Cult Maze move well beyond Ice Arena with 35, 36
By SAM PFEIFLE | November 7, 2007
 JUICED: Cult Maze are full of energy. |
| 35, 36 | Released by Cult Maze | with Gulley | at SPACE, in Portland | Nov 23 |
There’s some talk that Cult Maze are the best rock band in Portland right now. No longer young up and comers, songwriter and guitarist Jay Lobley, bassist/keyboardist Peet Chamberlain, drummer Andrew Barron, and bassist/guitarist Joshua Loring have paid their dues with more than two solid years of gigging and an ambitious-if-uneven debut album in 2006’s Ice Arena. They now find themselves with a consistent draw and a sophomore album in 35, 36 that sparkles with 10 songs full of intelligent indie-pop songwriting, biting melodies, and inventive arrangements.
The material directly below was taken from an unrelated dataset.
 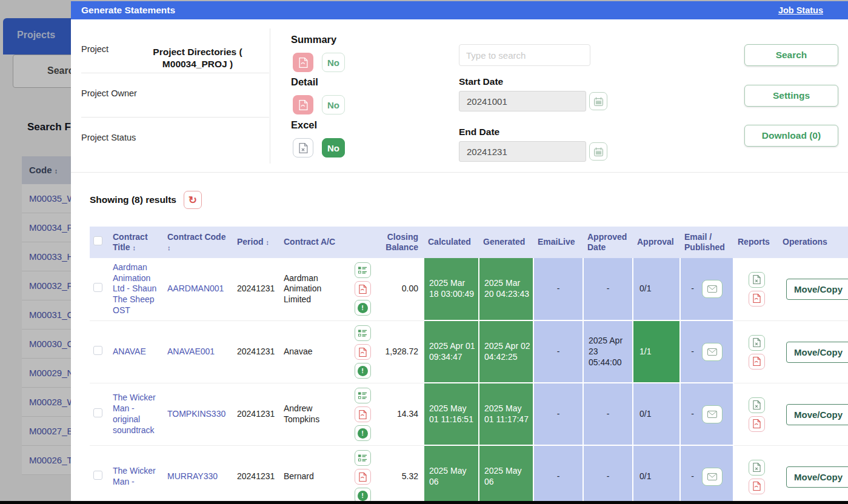 I want to click on video-letterbox-bar, so click(x=424, y=503).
I’d call them mature if I didn’t think they’d be offended by it.Cult Maze have taken what was a blurry picture of a band captured by Ice Arena and brought it into sharp focus. Transitions have been tightened, the sound is more thoroughly their own, and frontman Lobley has gained confidence in his vocals, which probably wouldn’t win anybody over on American Idol, but are now distinctively attractive and enough to stamp his imprimatur on the album as a whole without that being a problem. He’s something like the Shins’ James Mercer with his plaintive wail, mixed with the grittier and sneering Morrissey — and his guitar style apes Johnny Marr to boot.
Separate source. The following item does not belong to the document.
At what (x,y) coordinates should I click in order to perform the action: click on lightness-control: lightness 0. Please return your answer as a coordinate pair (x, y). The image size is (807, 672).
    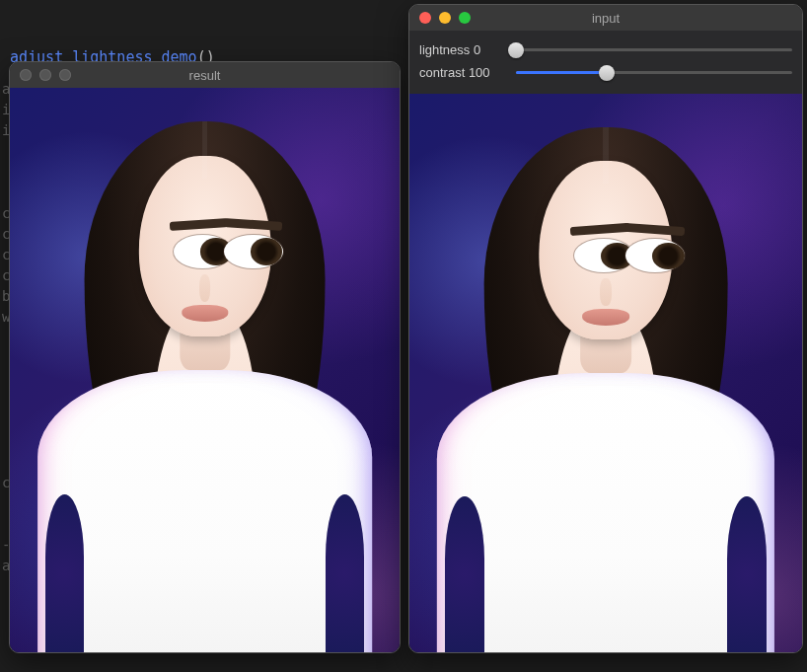
    Looking at the image, I should click on (606, 49).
Even better, you can now understand Lobley’s lyrics, which may bend toward the absurd sometimes, but often are poetic enough to say something universal in a way no one’s thought to say it before. The excellent “Treble Treble” opens with a spacey guitar line, joined quickly by the bass in a complementary melody line, then quickly fills out with a second guitar and drums and isn’t far from a Coldplay tune, though dirtier and a different manner of love-struck: “I want to tell you about my wife, and her dementia,” Lobley pipes up, “She’s made a point of making sense, in front of the dentist/Everybody likes to play it off like everything’s okay/but I’ll stay with her, you stay away/I’ll stay with her, you stay away.” The emphasis of the repetition weighs palpably, protective and self-pitying at the same time, and great to sing along with. At 4:03, it manages to feel too short when the lilting guitar line comes to an abrupt end. I want more of these wife-inspired turns of phrase: “Guess you’re rich so it’s okay, to spend so much on her birthday ... I guess I waited much too long/To dance to your song/Cuz the most important thing to do/Is to shake what god gave you.”
There something so world aware about the song, like it’s referencing all of pop songwriting in one fell swoop (and I like the handclaps, too, which I’m told were definitely not producer Jon Wyman’s idea — not that he’s against their use).